Business owners concerned over Ridgecrest parking

  • By Amy Daybert Enterprise editor
  • Thursday, March 20, 2008 1:07pm

For Kathy Talley, change is a difficult thing. But as the owner of Images Styling Salon on Northeast 165th Street in Shoreline’s Ridgecrest neighborhood, she’s aware it could be heading her direction.

The now largely residential neighborhood where she runs her hair salon used to include a single screen movie theater, a Laundromat, a Tradewell Store, dentist office, beauty shops and a hardware store, according to Talley. Throughout the years, new shops took the place of the old, the Tradewell Store site eventually became the home of the Cascade Bingo parlor and the Crest Theatre expanded.

On March 31 the City Council will decide if a proposed zoning change for the southwest corner of 165th Street and Fifth Avenue Northeast could set a maximum building height of up to six stories or 65 feet for any future development in the Ridgecrest neighborhood.

“I can see improving things but not to that point,” Talley said. “I don’t know what more business this area could sustain, I’m at a loss.”

Her landlord and owner of the Crest Theatre in the mid-1970s, Ann Segale, agrees.

“The whole idea is to put as many apartments as they can with the least amount of parking and I’d like a study to see how that works,” Segale, a Seattle resident, said.

Along with her business partner, Lucile Flanagan, Segale owns a stretch of property along Northeast 165th between Fifth Avenue Northeast and Sixth Avenue Northeast. Her property includes the Aroma Café, a Shoreline Police storefront and a Puget Sound Energy location among other storefront sites. If the old bingo site is developed under the proposed zoning, residents may have little choice but to park along Northeast 165th Street, she said.

“Our biggest concern is parking,” Segale said. “There’s got to be a study of off-street parking.”

Tom Dunn, Ridgecrest resident and owner of All Done Delivery, has been one of Segale’s tenants in the area for the past seven years. Parking is already a neighborhood issue and led him to change store hours in an effort to compensate for the periods of time vehicles were most likely to be parked outside his store, making it difficult for him to attract customers.

“If they build an apartment there I might as well close my store because people won’t be able to park here,” Dunn said. “I don’t blame developers for wanting to build something but stay within the current zoning. This is not a high rise area.”

The issue of parking as it pertains to the proposed zoning change in the Ridgecrest commercial area was most recently discussed by the City Council on March 3. At the meeting, the council directed city staff to incorporate changes to parking regulations into continued deliberation scheduled for the March 24 meeting. Council also directed city staff to hire an independent consultant to study the financial feasibility of allowing four, five, and six stories. The results of a study by the economic consulting firm, Community Attributes, should be available for council review on March 24, according to city manager Bob Olander.

While she would prefer a four-story development on the site, Talley said other improvements in Ridgecrest might consist of something family-friendly. Her adult children moved out of the area because they couldn’t afford to live in Shoreline, she said.

“I would like to see things around that are geared toward building neighborhoods again instead of just housing,” Talley said. To her, rolling rinks and bowling alleys are examples of things “to keep families in the area.”

A potential six-story building with the proper building setbacks and step backs may be right for the site, said Karen Phillips, owner of the 7-Eleven and property behind it along Northeast 165th Street.

“We’re going to need business here and it can’t be all residential,” Phillips said. “First and foremost we need things that will serve our immediate community as well as bring people to this area. Keep in mind, the development is for us.”

One thing seems to ring true for those who open shop along Northeast 165th Street — a mutual appreciation for the Crest Theatre.

“They show good, inexpensive films and that’s going to be even more popular as prices go up,” Segale said.

“Keeping the show (at the Crest) is a must,” Phillips said.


### HOW TO COMPLETE THIS TASK
Only the text belongs in the answer: every line of the records below, transcribed exactly.

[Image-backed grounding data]
---
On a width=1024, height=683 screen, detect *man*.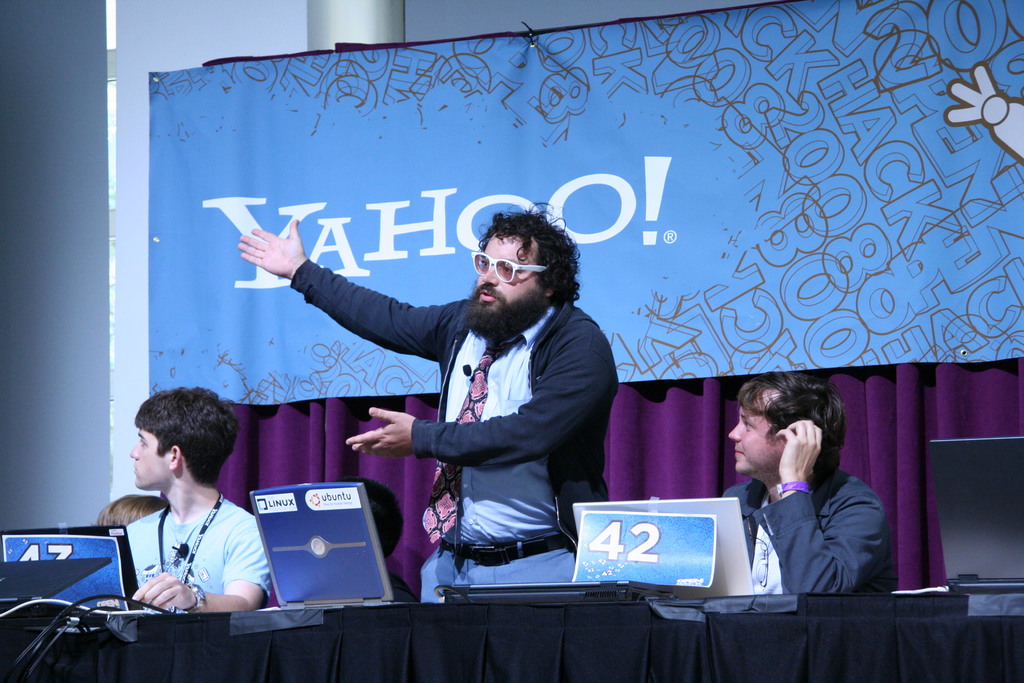
719:373:896:597.
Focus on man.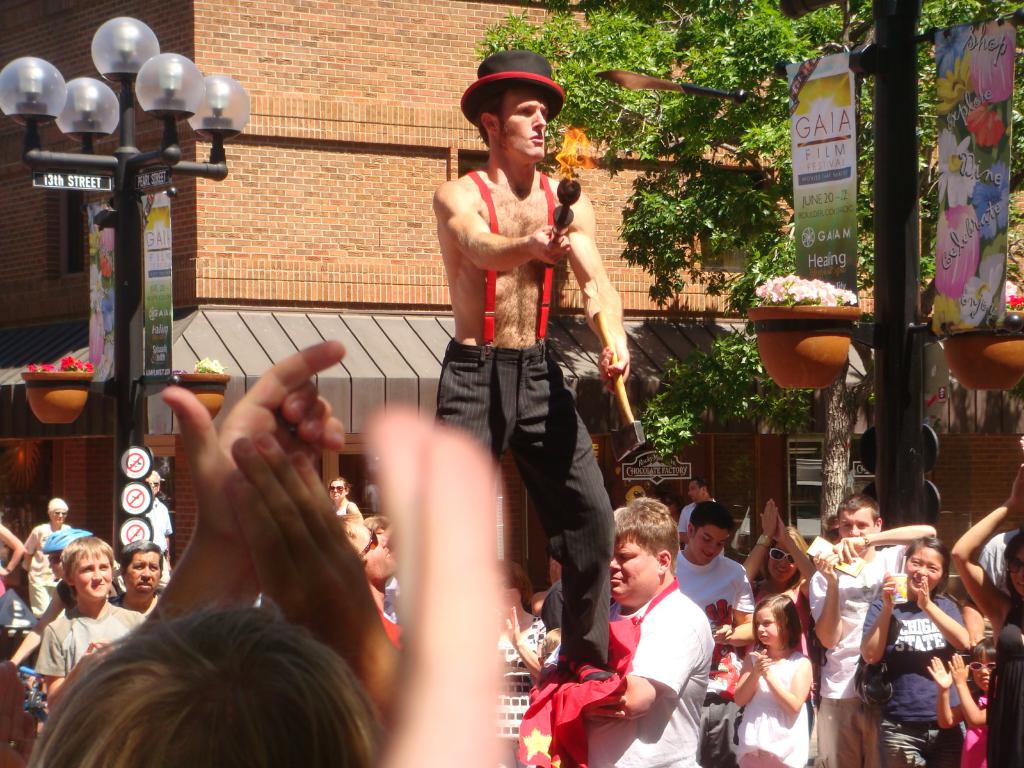
Focused at select_region(333, 511, 404, 648).
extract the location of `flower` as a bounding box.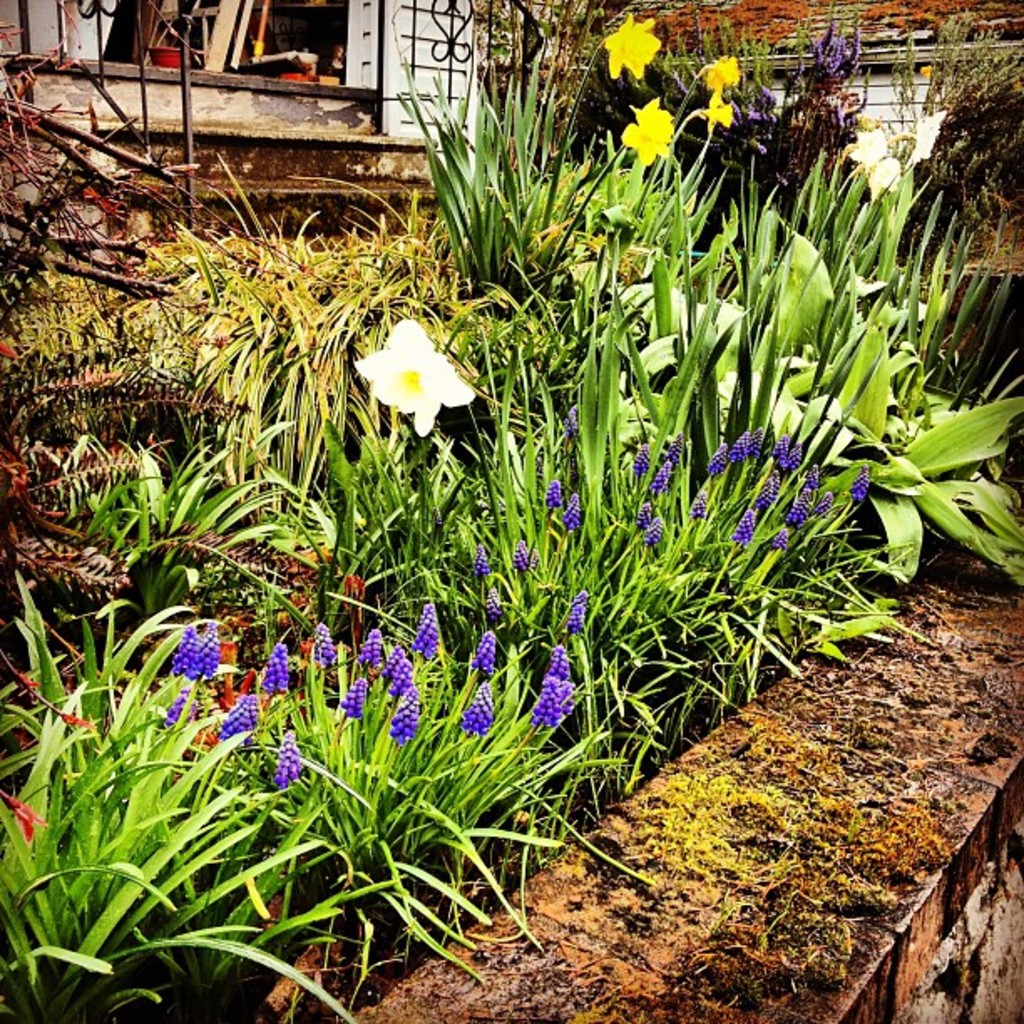
locate(415, 601, 442, 654).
---
### TASK RESPONSE
On a width=1024, height=683 screen, detect *man*.
719:373:896:597.
Focus on man.
Focused at select_region(333, 511, 404, 648).
extract the location of `flower` as a bounding box.
locate(415, 601, 442, 654).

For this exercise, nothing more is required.